Segfault in the LZO compressor

This one was easy to fix: For legal reasons, the libsquashfs library cannot implement LZO, so the application does. The compressor is created in a fallback path, in case the library does implement it some day, and tried to clean up whatever the library returned, but the library returned an error and left the output pointer uninitialized.

This is fixed in 3bf38f07f0172b4698c205f72d923e9a37e53da7.

Data corruption error

Following the error code backwards, it originates in the fragment de-duplication code.

If a fragment block has already been written to disk, it needs to be read back and unpacked. Turns out, the code doing this contains an overzealous bounds check, that compared the on-disk size against the block size with '>=' instead of '>', reporting that the on-disk data is corrupted. This should be fixed in commit 9d189b6091a7011bfac8a9c09af750614d82a10d.

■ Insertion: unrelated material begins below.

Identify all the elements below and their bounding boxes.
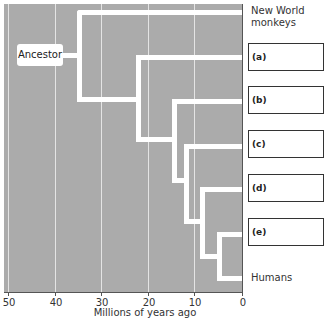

You managed to trigger an edge case, where the fragment block needs to be read back and is exactly 128k in size. That's why the problem goes away when using a gzip instead, or literally any other block size than 128k.

Relation to the thread pool processor

Why did it go away when cranking up the number of jobs?

It turns out, when compiling with the configure option --without-pthread (i.e. forcing libsquashfs to use the reference serial implementation), the problem also goes away when setting -j200, so what's happening here?

The block processor has an internal queue for pending and completed blocks. The length can be tuned when giving gensquashfs the option -Q. If not doing that, it automatically scales the queue length according to the number of jobs.

When holding the job count constant and cranking up the queue length (~500 or so), the problem goes away. When forcing a short queue and cranking up the job count, the problem stays.

What happens is, that the queue is so long, the entire file ends up in the queue until finally flushing them out. The fragment de-duplication reads the fragment data from the backlog queue, instead of the output file and the code mentioned above is not touched, not triggering the overzealous bounds check.

AgentD commented 1 year ago

Thanks for the reproducing samples by the way! I'll see if I can integrate them into my test suite on my end.

benkohler commented 1 year ago

Wow thanks for the fixes and the writeup. I can confirm that with these latest fixes, I am unable to trigger any failure with any of the test scenarios I can throw at it.

Dr-Emann commented 1 year ago

Wow, what a great, thorough bug report, and a nice in-depth response explaining not only that the bug was fixed, but what exactly was happening. This is a great thread, thanks to all involved!